It’s a bird! It’s a plane! No, it’s junior Colin Crosby whizzing down Johnson Ferry Road on his Razor scooter.
This all began when the varsity football team’s junior players were moved from their traditional parking spots.
“We were told that we no longer had Main parking passes and we had to park on Johnson, which is a lot farther from Donellan than Main,” Crosby said.
The team has responded in a unique way: scooters.
To junior Hudson Taylor, the solution was simple. “It took forever [to walk], and I was like might as well just bring a scooter,” he said
However, Taylor’s teammates didn’t recognize the genius of his idea at first.
“Everyone saw it and started laughing, but then they realized it was a good idea and started doing it,” he said.
Both Taylor and Crosby use the “standard Razor scooter,” but the other modes of transport are nothing short of creative.
“People started using all kinds of random things, roller blades, skates — even hoverboards,” Taylor said.
Senior players Matthew Tootle and Porter Messick view the trend as “innovative and hilarious.”
Messick said that the older players enjoy “watching them as they scooter over. It’s funny.” Tootle added, “And it cuts the time in half.”
While they like looking on from afar, the seniors are glad it isn’t them. “I’m just happy that we had better parking,” Messick said.
Fortunately, none of the players have sustained any life-threatening injuries doing this; however, Messick recalled seeing Taylor “fall into a pit once,” and Crosby himself admitted to “falling over once.”
But these few accidents have not been a deterrent for the group, though. When asked how fast they go, Crosby responded, “As fast as possible.”
The current juniors are not planning to continue the trend into their senior year, but Crosby hopes that it might live on.
“I do see it becoming a junior tradition as long as junior football players continue to park on Johnson,” he said.
Taylor, the brains behind the operation, shares Crosby’s sentiment. In the case that this trend becomes a tradition, he said he would enjoy being credited for its beginning.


Exercise directions >> Look through the records below for the line holding "You are a GUI". Write it out exactly, with each following line through the line holding "Image resolution: width=1462".

Supplied data >>
--------------------

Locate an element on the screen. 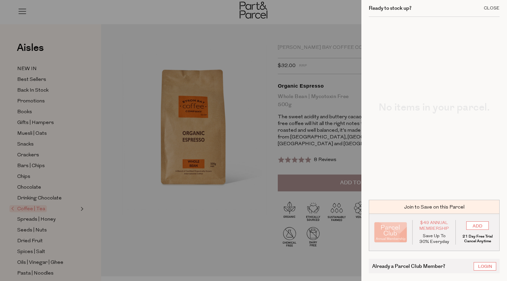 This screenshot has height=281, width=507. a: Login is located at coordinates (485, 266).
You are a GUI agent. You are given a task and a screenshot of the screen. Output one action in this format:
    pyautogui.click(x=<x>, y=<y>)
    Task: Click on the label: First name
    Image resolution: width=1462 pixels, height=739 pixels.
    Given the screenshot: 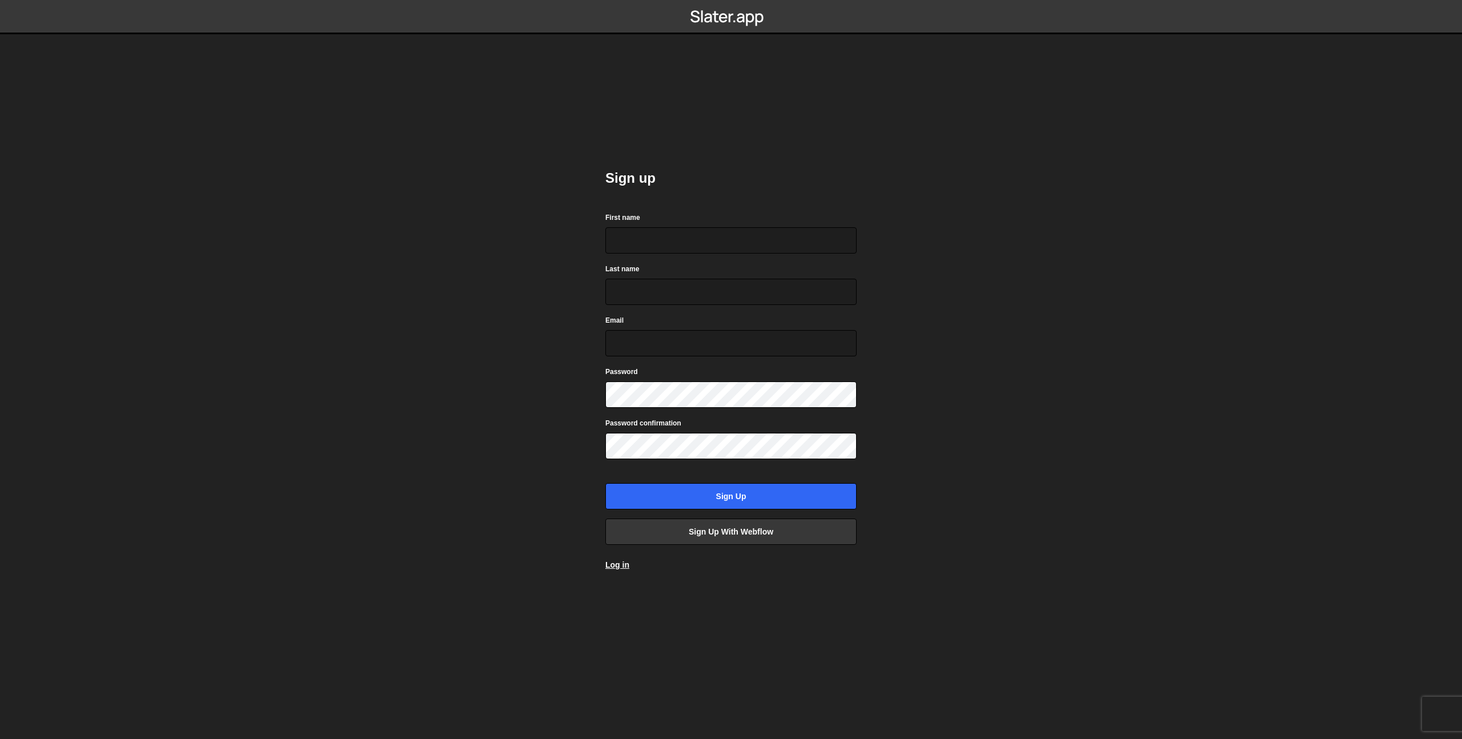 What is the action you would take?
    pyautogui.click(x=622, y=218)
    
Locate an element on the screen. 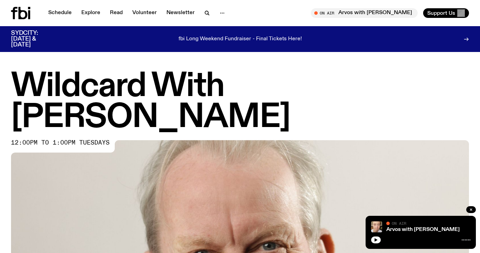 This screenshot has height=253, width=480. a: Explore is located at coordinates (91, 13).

--------------------

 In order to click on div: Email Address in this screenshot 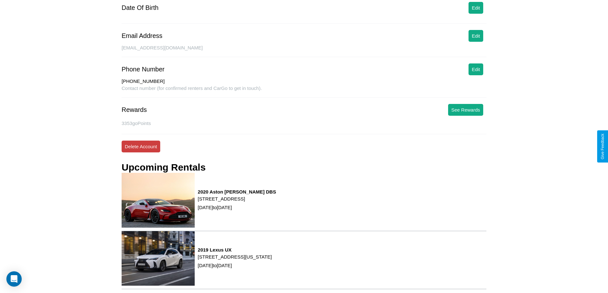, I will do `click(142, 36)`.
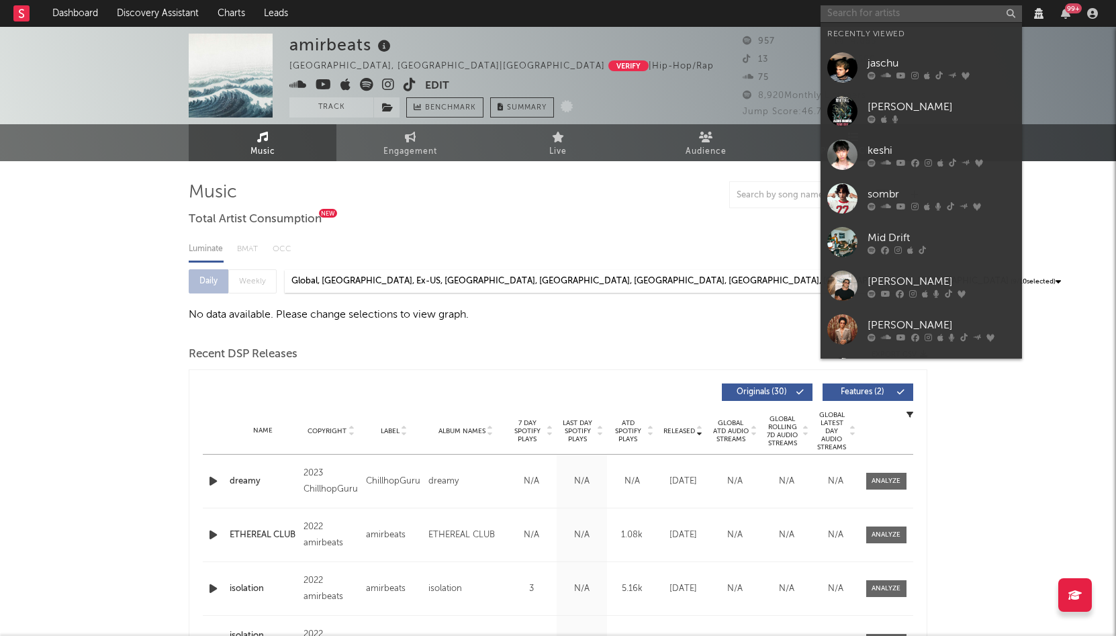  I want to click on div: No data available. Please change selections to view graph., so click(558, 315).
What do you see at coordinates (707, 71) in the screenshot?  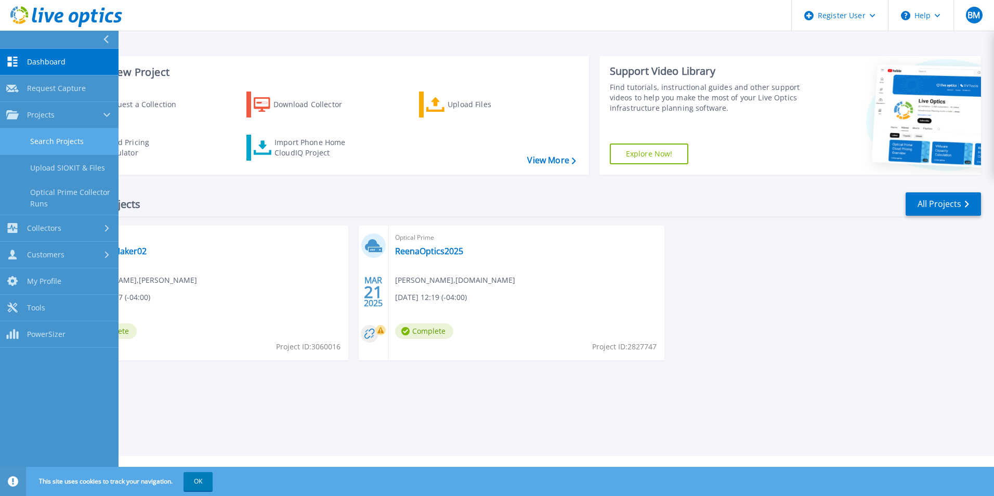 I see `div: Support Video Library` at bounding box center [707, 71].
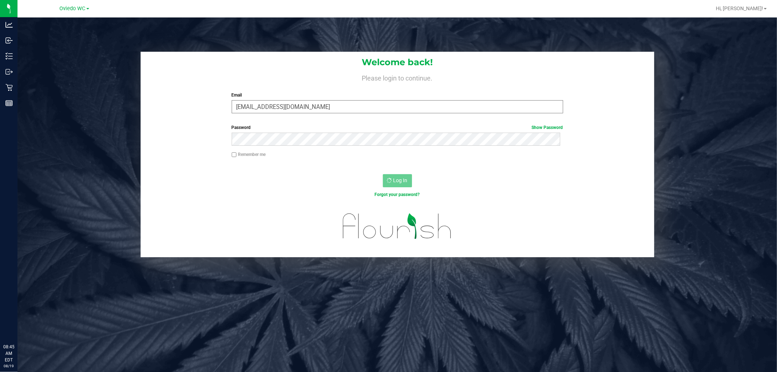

--------------------

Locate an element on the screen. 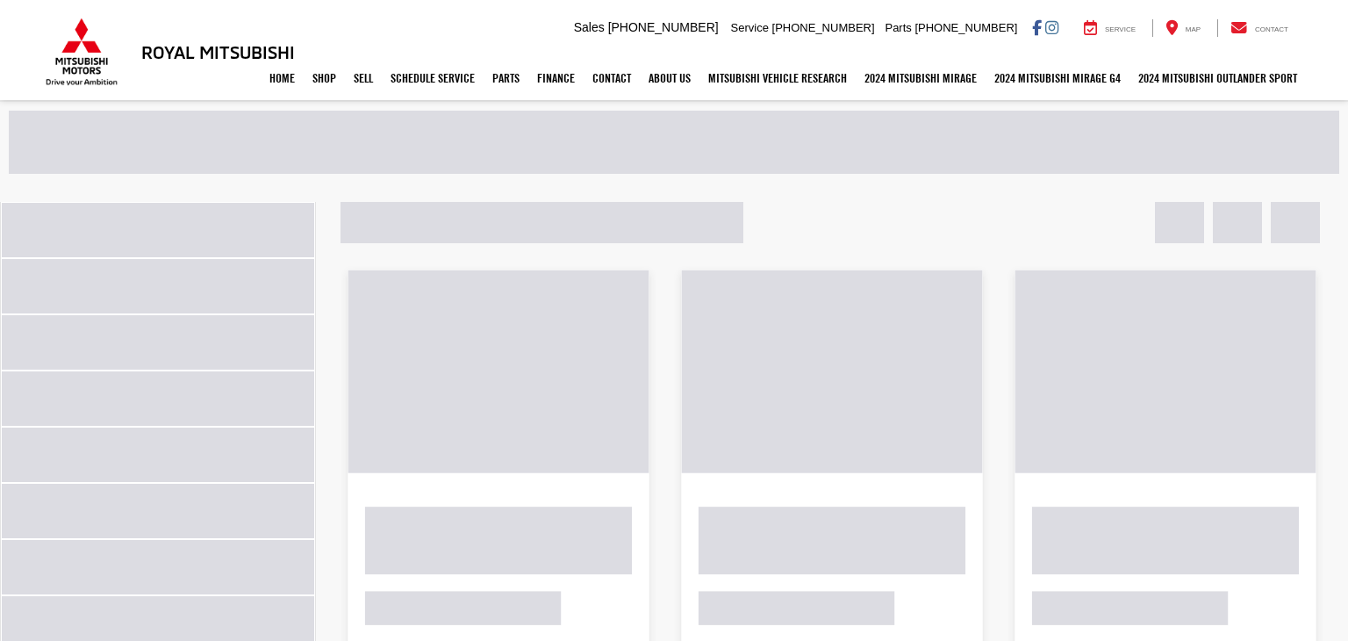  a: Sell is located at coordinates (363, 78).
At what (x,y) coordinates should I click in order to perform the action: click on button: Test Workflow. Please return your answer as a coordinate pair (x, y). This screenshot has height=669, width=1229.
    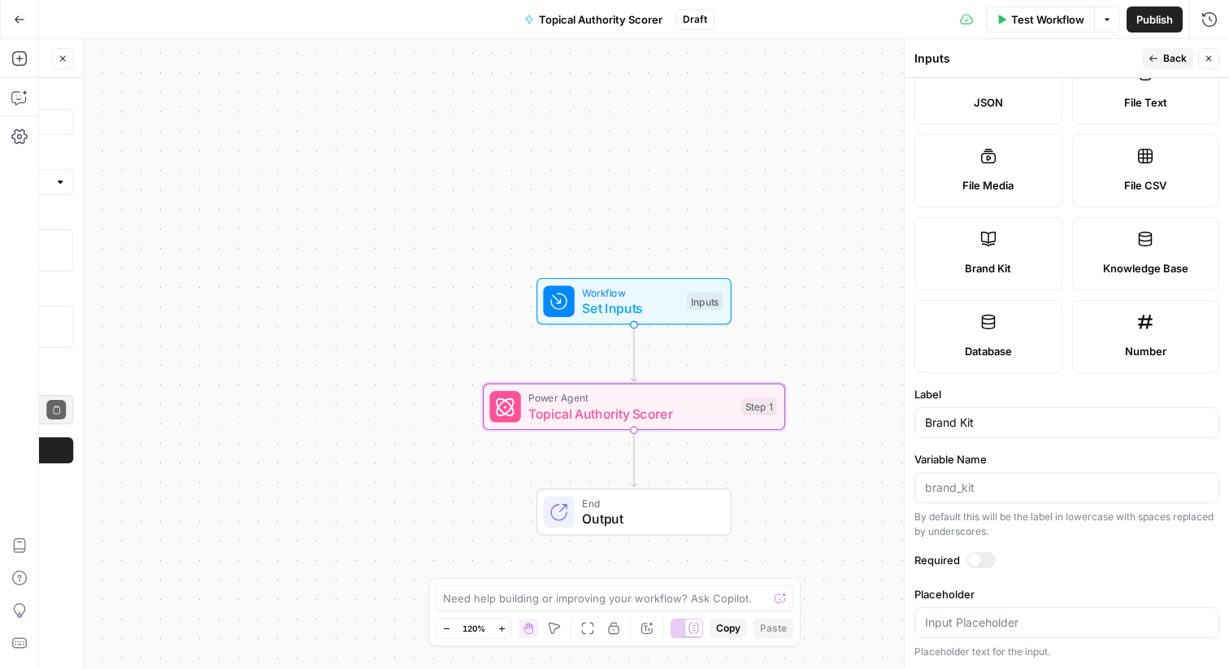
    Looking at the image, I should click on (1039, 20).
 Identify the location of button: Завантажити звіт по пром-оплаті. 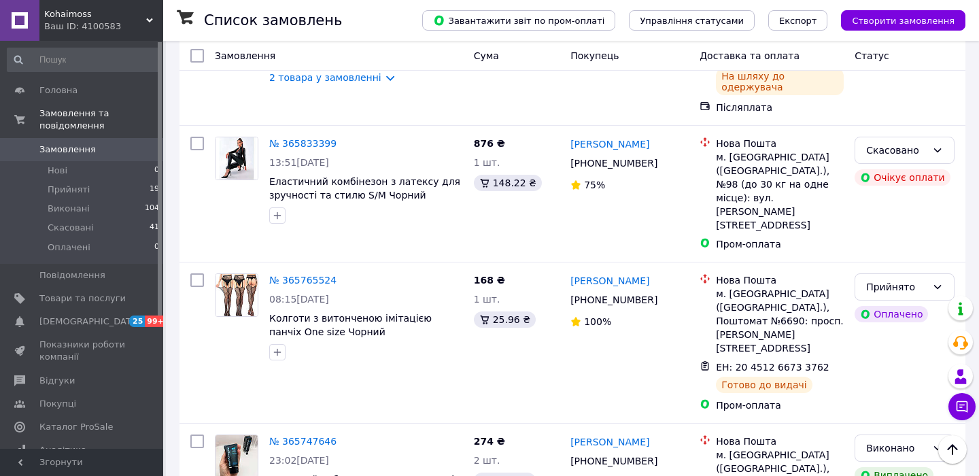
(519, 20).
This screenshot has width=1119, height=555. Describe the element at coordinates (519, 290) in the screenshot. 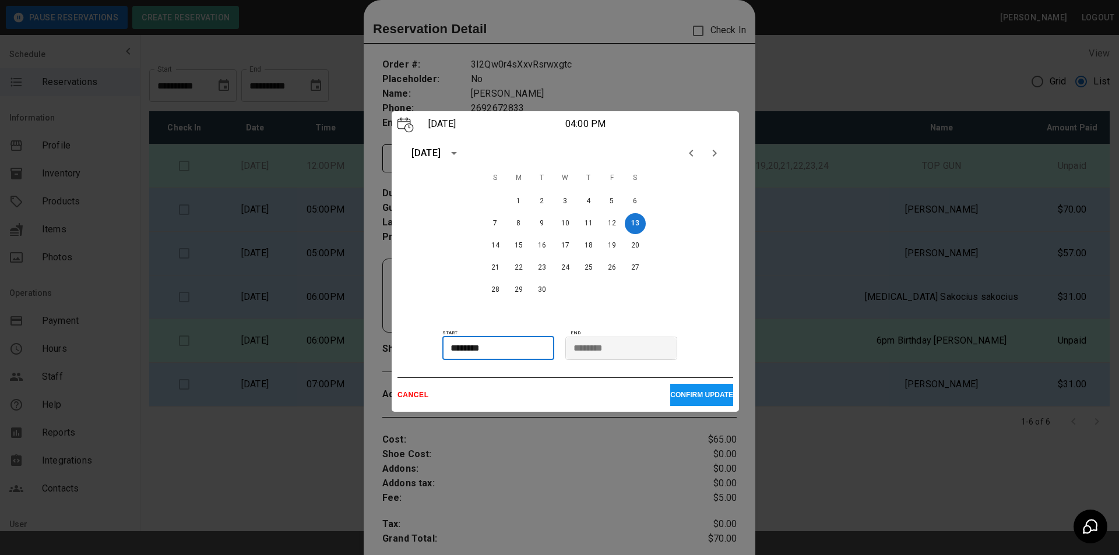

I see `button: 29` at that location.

--------------------

Solution for this problem >>
You are a GUI agent. You are given a task and a screenshot of the screen. Output one action in this format:
    pyautogui.click(x=<x>, y=<y>)
    Task: Click on the label: First name
    Image resolution: width=1462 pixels, height=739 pixels.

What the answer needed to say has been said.